In the autumn of 1215, King John sent a message to his justiciar: 'Send to us with all speed by day and night, forty of the fattest pigs of the sort least good for eating, to bring fire beneath the tower.' The order was not a culinary request. John was besieging Rochester Castle, where rebel barons had barricaded themselves inside the tallest Norman keep in England, and every conventional method of assault had failed. The pig fat was rendered into a combustible accelerant, packed into a mine tunnel dug beneath the castle's southeastern corner tower, and ignited. The resulting fire brought the entire tower crashing down. It was an act of brutal ingenuity that summarized the medieval approach to castle warfare, and the siege it ended remains one of the most meticulously documented in English history.

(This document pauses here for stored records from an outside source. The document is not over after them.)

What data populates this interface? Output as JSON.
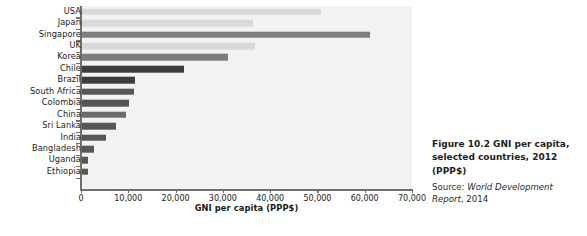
{
  "chart_data": {
    "type": "bar",
    "orientation": "horizontal",
    "title": "",
    "xlabel": "GNI per capita (PPP$)",
    "ylabel": "",
    "xlim": [
      0,
      70000
    ],
    "grid": false,
    "legend": "none",
    "tick_labels": [
      "0",
      "10,000",
      "20,000",
      "30,000",
      "40,000",
      "50,000",
      "60,000",
      "70,000"
    ],
    "ticks": [
      0,
      10000,
      20000,
      30000,
      40000,
      50000,
      60000,
      70000
    ],
    "categories": [
      "USA",
      "Japan",
      "Singapore",
      "UK",
      "Korea",
      "Chile",
      "Brazil",
      "South Africa",
      "Colombia",
      "China",
      "Sri Lanka",
      "India",
      "Bangladesh",
      "Uganda",
      "Ethiopia"
    ],
    "values": [
      50600,
      36300,
      61000,
      36600,
      30900,
      21600,
      11300,
      11100,
      10000,
      9500,
      7300,
      5200,
      2600,
      1400,
      1300
    ],
    "bar_colors": [
      "#d9d9d9",
      "#d9d9d9",
      "#7d7d7d",
      "#d9d9d9",
      "#7d7d7d",
      "#3d3d3d",
      "#3d3d3d",
      "#565656",
      "#565656",
      "#6b6b6b",
      "#565656",
      "#565656",
      "#565656",
      "#565656",
      "#565656"
    ],
    "plot_background": "#f2f2f2",
    "axis_color": "#6e6e6e"
  },
  "caption": {
    "title": "Figure 10.2 GNI per capita, selected countries, 2012 (PPP$)",
    "source_prefix": "Source: ",
    "source_italic": "World Development Report",
    "source_suffix": ", 2014"
  }
}
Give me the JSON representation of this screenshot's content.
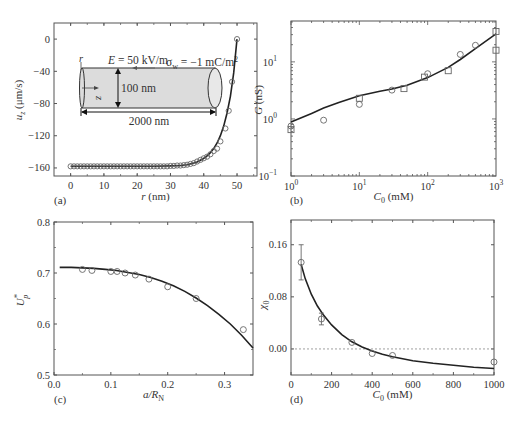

Rochester Castle stands on the east bank of the River Medway in Kent, commanding both the river crossing and Watling Street, the old Roman road that connected London to the Channel ports. A castle was first built here after the Norman Conquest, given to Bishop Odo of Bayeux, half-brother of William the Conqueror. That first fortification saw action during the Rebellion of 1088 when Odo backed Robert Curthose's claim to the English throne against William Rufus. After the garrison surrendered, the castle was abandoned. Between 1087 and 1089, Gundulf, Bishop of Rochester, built a new stone castle on the king's orders, establishing the extent of the fortifications that survive today. In 1127, Henry I granted the castle to the Archbishop of Canterbury in perpetuity, and Archbishop William de Corbeil built the massive keep that dominates the site. Rising to 113 feet, it was one of the tallest keeps in England at the time of its construction and remains one of the best preserved of its era in either England or France.
The crisis came in the wake of Magna Carta. King John had been forced to accept the charter in June 1215, but he had no intention of honoring it. When civil war erupted, a group of rebel barons seized Rochester Castle in October, gambling that the fortress could hold long enough for reinforcements to arrive from London. John arrived with a large army and laid siege. His forces stormed the outer walls quickly, but the keep proved impervious. The garrison retreated inside and held out for weeks. John's miners dug tunnels beneath the southeastern corner tower, shoring them up with timber props. When the tunnel was judged sufficient, the props were removed and replaced with combustible material -- and the forty pigs. The fire collapsed the corner, and John's troops poured through the breach. Even then, the defenders retreated behind a cross-wall that divided the keep's interior and fought on until starvation finally compelled surrender. John reportedly wanted to hang the survivors but was dissuaded by advisors who pointed out that his own men might one day face the same fate.
The southeastern corner tower was rebuilt after the siege, but with a telling difference. Where the original keep had square corner turrets in the Norman style, the replacement was built as a round tower -- a design that better resisted undermining because it distributed the forces of a collapse more evenly. The contrast between the three square turrets and one round one remains visible today, a permanent scar from the siege of 1215. The castle was besieged again in 1264 during the Second Barons' War, when Simon de Montfort's forces briefly captured it. Edward III undertook significant repairs in the 14th century, but by the Tudor period Rochester had lost its strategic importance. The castle gradually fell into ruin. In the 1870s, Rochester Corporation purchased the castle grounds and opened them as a public park, and in the early 20th century, the castle was placed in state care.
Rochester Castle's keep survives as one of the finest examples of Norman military architecture anywhere in Britain. Its walls are up to twelve feet thick at the base, pierced by narrow windows that admit light without compromising defense. The interior originally contained four floors: a basement for storage, a ground floor, and two upper floors that served as the principal living spaces, each with a great hall divided by the cross-wall that proved so crucial during the siege. An attached forebuilding protects the entrance at first-floor level, a defensive feature designed to force attackers through a series of turns and doorways before reaching the interior. The keep stands surrounded by the remains of the curtain wall and the 14th-century outer defenses, all of it overlooking the Medway and the cathedral that sits immediately to the south. For a building whose primary purpose was to withstand destruction, Rochester's keep has succeeded beyond any reasonable expectation, standing for nearly nine hundred years in defiance of undermining, bombardment, neglect, and time.
Located at 51.39N, 0.50E on the east bank of the River Medway in Rochester, Kent. The castle keep is one of the tallest structures in the town, prominently visible from the air alongside Rochester Cathedral immediately to the south. The M2 motorway passes to the south of the town. Nearest airport: Rochester (EGTO), approximately 1 nm to the south. Best viewed at 1,500-2,500 ft AGL.